On 04/15/2015 05:44 PM, Alvaro Herrera wrote:
Simon Riggs wrote:
On 15 April 2015 at 09:10, Andres Freund <and...@anarazel.de> wrote:

I don't really see the downside to this suggestion.

The suggestion makes things better than they are now but is still less
than I have proposed.

If what you both mean is "IMHO this is an acceptable compromise", I
can accept it also, at this point in the CF.

Let me see if I understand things.

What we have now is: when reading a page, we also HOT-clean it.  This
runs HOT-cleanup a large number of times, and causes many pages to
become dirty.

Your patch is "when reading a page, HOT-clean it, but only 5 times in
each scan".  This runs HOT-cleanup at most 5 times, and causes at most 5
pages to become dirty.

Robert's proposal is "when reading a page, if dirty HOT-clean it; if not
dirty, also HOT-clean it but only 5 times in each scan".  This runs
HOT-cleanup some number of times (as many as there are dirty), and
causes at most 5 pages to become dirty.


Am I right in thinking that HOT-clean in a dirty page is something that
runs completely within CPU cache?  If so, it would be damn fast and
would have benefits for future readers, for very little cost.

If there are many tuples on the page, it takes some CPU effort to scan all the HOT chains and move tuples around. Also, it creates a WAL record, which isn't free.

Another question is whether the patch can reliably detect whether it's doing a "read-only" scan or not. I haven't tested, but I suspect it'd not do pruning when you do something like "INSERT INTO foo SELECT * FROM foo WHERE blah". I.e. when the target relation is referenced twice in the same statement: once as the target, and second time as a source. Maybe that's OK, though.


**YOUR GOAL**. Counting only lines below that contain the string "Cancel", give the total as a single number.

[Dataset items]
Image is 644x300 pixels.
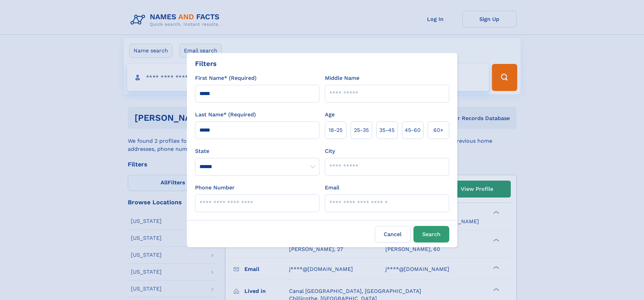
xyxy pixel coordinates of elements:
[195,184,235,192] label: Phone Number
[379,126,395,134] span: 35‑45
[325,147,335,155] label: City
[405,126,420,134] span: 45‑60
[354,126,368,134] span: 25‑35
[195,59,217,69] div: Filters
[413,226,449,243] button: Search
[195,111,256,119] label: Last Name* (Required)
[195,147,320,155] label: State
[325,111,334,119] label: Age
[433,126,444,134] span: 60+
[375,226,411,243] label: Cancel
[325,184,339,192] label: Email
[328,126,342,134] span: 18‑25
[195,74,256,82] label: First Name* (Required)
[325,74,359,82] label: Middle Name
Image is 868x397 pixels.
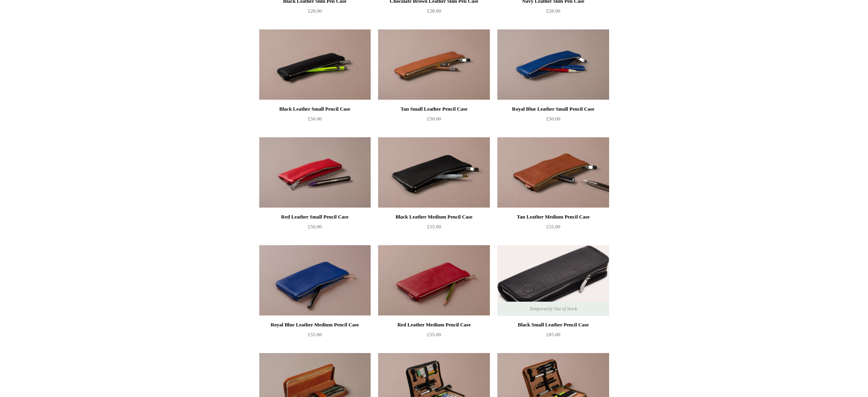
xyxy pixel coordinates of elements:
a: Black Small Leather Pencil Case £85.00 [497,320,609,352]
span: £50.00 [308,115,322,122]
span: £85.00 [547,331,560,337]
span: £55.00 [547,224,560,230]
a: Red Leather Small Pencil Case £50.00 [259,212,371,244]
a: Black Leather Medium Pencil Case £55.00 [378,212,490,244]
a: Red Leather Small Pencil Case Red Leather Small Pencil Case [259,138,371,208]
img: Red Leather Medium Pencil Case [378,245,490,316]
span: £55.00 [308,331,322,337]
div: Red Leather Medium Pencil Case [380,320,487,329]
span: £28.00 [427,8,441,14]
img: Red Leather Small Pencil Case [259,138,371,208]
span: £50.00 [547,115,560,122]
span: Temporarily Out of Stock [522,301,584,316]
div: Black Small Leather Pencil Case [500,320,606,329]
a: Royal Blue Leather Small Pencil Case Royal Blue Leather Small Pencil Case [497,29,609,100]
a: Red Leather Medium Pencil Case Red Leather Medium Pencil Case [378,245,490,316]
a: Royal Blue Leather Small Pencil Case £50.00 [497,104,609,136]
img: Black Small Leather Pencil Case [497,245,609,316]
a: Royal Blue Leather Medium Pencil Case Royal Blue Leather Medium Pencil Case [259,245,371,316]
div: Royal Blue Leather Small Pencil Case [500,104,606,114]
a: Black Leather Medium Pencil Case Black Leather Medium Pencil Case [378,138,490,208]
div: Red Leather Small Pencil Case [261,212,368,222]
span: £50.00 [308,224,322,230]
a: Tan Leather Medium Pencil Case Tan Leather Medium Pencil Case [497,138,609,208]
a: Black Small Leather Pencil Case Black Small Leather Pencil Case Temporarily Out of Stock [497,245,609,316]
span: £28.00 [547,8,560,14]
span: £28.00 [308,8,322,14]
a: Black Leather Small Pencil Case £50.00 [259,104,371,136]
div: Tan Small Leather Pencil Case [380,104,487,114]
a: Tan Leather Medium Pencil Case £55.00 [497,212,609,244]
div: Black Leather Medium Pencil Case [380,212,487,222]
img: Tan Small Leather Pencil Case [378,29,490,100]
div: Black Leather Small Pencil Case [261,104,368,114]
img: Royal Blue Leather Medium Pencil Case [259,245,371,316]
img: Tan Leather Medium Pencil Case [497,138,609,208]
span: £50.00 [427,115,441,122]
div: Royal Blue Leather Medium Pencil Case [261,320,368,329]
span: £55.00 [427,224,441,230]
a: Black Leather Small Pencil Case Black Leather Small Pencil Case [259,29,371,100]
a: Tan Small Leather Pencil Case Tan Small Leather Pencil Case [378,29,490,100]
img: Black Leather Small Pencil Case [259,29,371,100]
img: Royal Blue Leather Small Pencil Case [497,29,609,100]
div: Tan Leather Medium Pencil Case [500,212,606,222]
a: Tan Small Leather Pencil Case £50.00 [378,104,490,136]
a: Red Leather Medium Pencil Case £55.00 [378,320,490,352]
span: £55.00 [427,331,441,337]
img: Black Leather Medium Pencil Case [378,138,490,208]
a: Royal Blue Leather Medium Pencil Case £55.00 [259,320,371,352]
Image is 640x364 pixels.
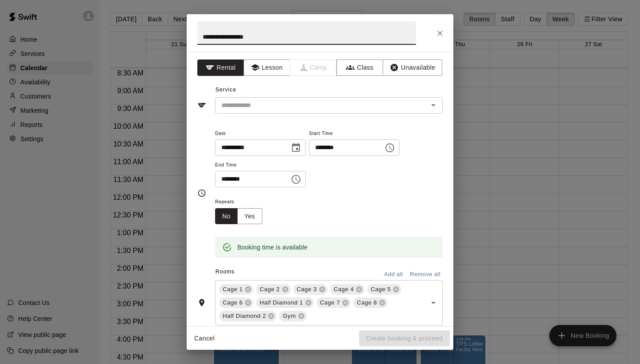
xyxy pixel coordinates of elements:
[330,285,357,294] span: Cage 4
[287,170,304,188] button: Choose time, selected time is 11:30 AM
[337,60,383,76] button: Class
[216,87,236,93] span: Service
[219,298,254,308] div: Cage 6
[353,299,380,307] span: Cage 8
[237,208,262,225] button: Yes
[290,60,337,76] span: Camps can only be created in the Services page
[219,299,246,307] span: Cage 6
[293,285,320,294] span: Cage 3
[255,284,290,295] div: Cage 2
[287,139,304,157] button: Choose date, selected date is Sep 21, 2025
[219,311,269,321] span: Half Diamond 2
[215,208,238,225] button: No
[255,299,306,307] span: Half Diamond 1
[197,189,207,197] svg: Timing
[379,267,408,281] button: Add all
[215,208,262,225] div: outlined button group
[216,268,234,275] span: Rooms
[427,99,439,112] button: Open
[432,25,448,41] button: Close
[279,311,299,321] span: Gym
[243,60,290,76] button: Lesson
[190,330,219,346] button: Cancel
[353,298,387,308] div: Cage 8
[330,284,364,295] div: Cage 4
[219,311,277,322] div: Half Diamond 2
[293,284,327,295] div: Cage 3
[197,60,243,76] button: Rental
[219,285,246,294] span: Cage 1
[215,159,305,171] span: End Time
[197,299,207,307] svg: Rooms
[309,128,399,140] span: Start Time
[367,284,401,295] div: Cage 5
[197,100,207,110] svg: Service
[255,285,283,294] span: Cage 2
[316,299,343,307] span: Cage 7
[215,128,305,140] span: Date
[381,139,398,157] button: Choose time, selected time is 11:00 AM
[316,298,350,308] div: Cage 7
[383,60,442,76] button: Unavailable
[279,311,306,322] div: Gym
[215,196,269,208] span: Repeats
[219,284,254,295] div: Cage 1
[408,267,443,281] button: Remove all
[255,298,314,308] div: Half Diamond 1
[427,297,439,309] button: Open
[237,240,307,255] div: Booking time is available
[367,285,394,294] span: Cage 5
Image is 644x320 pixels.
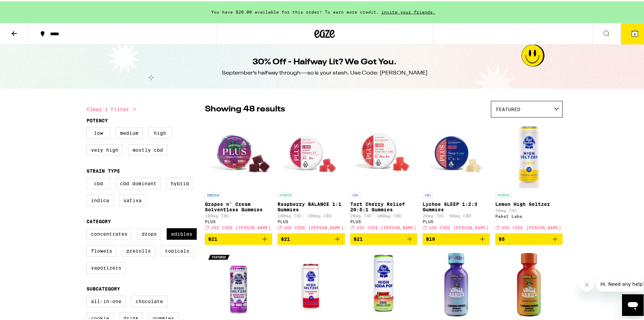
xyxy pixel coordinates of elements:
label: Prerolls [122,244,155,255]
img: Pabst Labs - Strawberry Kiwi High Seltzer [277,248,345,316]
p: Lemon High Seltzer [495,200,562,205]
span: $21 [354,234,363,240]
div: September’s halfway through—so is your stash. Use Code: [PERSON_NAME] [221,68,427,75]
label: Drops [137,226,161,238]
img: Uncle Arnie's - Magic Mango 2oz Shot - 100mg [495,248,562,316]
iframe: Message from company [596,275,643,290]
img: PLUS - Tart Cherry Relief 20:5:1 Gummies [350,120,417,187]
p: HYBRID [495,190,511,197]
span: USE CODE [PERSON_NAME] [429,223,488,228]
a: Open page for Grapes n' Cream Solventless Gummies from PLUS [205,120,272,232]
p: 20mg THC: 400mg CBD [350,212,417,216]
span: $21 [281,234,290,240]
label: Sativa [119,193,146,204]
p: CBD [423,190,433,197]
label: CBD Dominant [116,177,161,188]
button: Add to bag [277,232,345,243]
legend: Potency [86,117,107,121]
span: USE CODE [PERSON_NAME] [502,223,560,228]
img: PLUS - Lychee SLEEP 1:2:3 Gummies [423,120,490,187]
button: Add to bag [423,232,490,243]
h1: 30% Off - Halfway Lit? We Got You. [253,55,396,66]
div: Pabst Labs [495,212,562,217]
legend: Strain Type [86,166,120,172]
img: Pabst Labs - Midnight Berries 10:3:2 High Seltzer [205,248,272,316]
button: Add to bag [495,232,562,243]
a: Open page for Raspberry BALANCE 1:1 Gummies from PLUS [277,120,345,232]
img: PLUS - Grapes n' Cream Solventless Gummies [205,120,272,187]
label: Topicals [161,244,194,255]
legend: Category [86,217,111,223]
legend: Subcategory [86,284,120,290]
p: CBD [350,190,360,197]
label: Medium [116,126,142,137]
label: Vaporizers [86,260,126,272]
label: Low [86,126,110,137]
label: Edibles [166,226,197,238]
img: Uncle Arnie's - Blueberry Night Cap 2oz Shot - 100mg [423,248,490,316]
label: Flowers [86,244,117,255]
button: Add to bag [350,232,417,243]
div: PLUS [423,218,490,223]
label: Hybrid [166,177,193,188]
iframe: Close message [580,276,593,290]
p: Tart Cherry Relief 20:5:1 Gummies [350,200,417,211]
img: Pabst Labs - Cherry Limeade High Soda Pop Seltzer - 25mg [350,248,417,316]
label: Indica [86,193,114,204]
img: Pabst Labs - Lemon High Seltzer [495,120,562,187]
p: Grapes n' Cream Solventless Gummies [205,200,272,211]
span: $5 [498,234,504,240]
span: You have $20.00 available for this order! To earn more credit, [211,8,378,13]
p: 20mg THC: 60mg CBD [423,212,490,216]
span: invite your friends. [378,8,437,13]
p: INDICA [205,190,221,197]
p: Showing 48 results [205,102,285,114]
button: Add to bag [205,232,272,243]
label: CBD [86,177,110,188]
p: 100mg THC: 100mg CBD [277,212,345,216]
label: Chocolate [131,294,167,305]
div: PLUS [205,218,272,223]
label: Concentrates [86,226,131,238]
a: Open page for Lychee SLEEP 1:2:3 Gummies from PLUS [423,120,490,232]
p: HYBRID [277,190,294,197]
div: PLUS [350,218,417,223]
span: Hi. Need any help? [4,5,49,10]
label: High [148,126,172,137]
iframe: Button to launch messaging window [622,292,643,314]
img: PLUS - Raspberry BALANCE 1:1 Gummies [277,120,345,187]
p: Lychee SLEEP 1:2:3 Gummies [423,200,490,211]
span: USE CODE [PERSON_NAME] [356,223,416,228]
label: All-In-One [86,294,126,305]
span: 6 [634,30,636,35]
label: Very High [86,143,122,154]
span: $19 [425,234,435,240]
span: Featured [495,105,520,110]
p: 100mg THC [205,212,272,216]
p: 10mg THC [495,207,562,211]
span: USE CODE [PERSON_NAME] [284,223,344,228]
span: $21 [209,234,217,240]
button: Clear 1 filter [86,99,139,117]
div: PLUS [277,218,345,223]
label: Mostly CBD [128,143,167,154]
a: Open page for Tart Cherry Relief 20:5:1 Gummies from PLUS [350,120,417,232]
span: USE CODE [PERSON_NAME] [211,223,271,228]
a: Open page for Lemon High Seltzer from Pabst Labs [495,120,562,232]
p: Raspberry BALANCE 1:1 Gummies [277,200,345,211]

**RESULT FOR THIS EXERCISE**. 2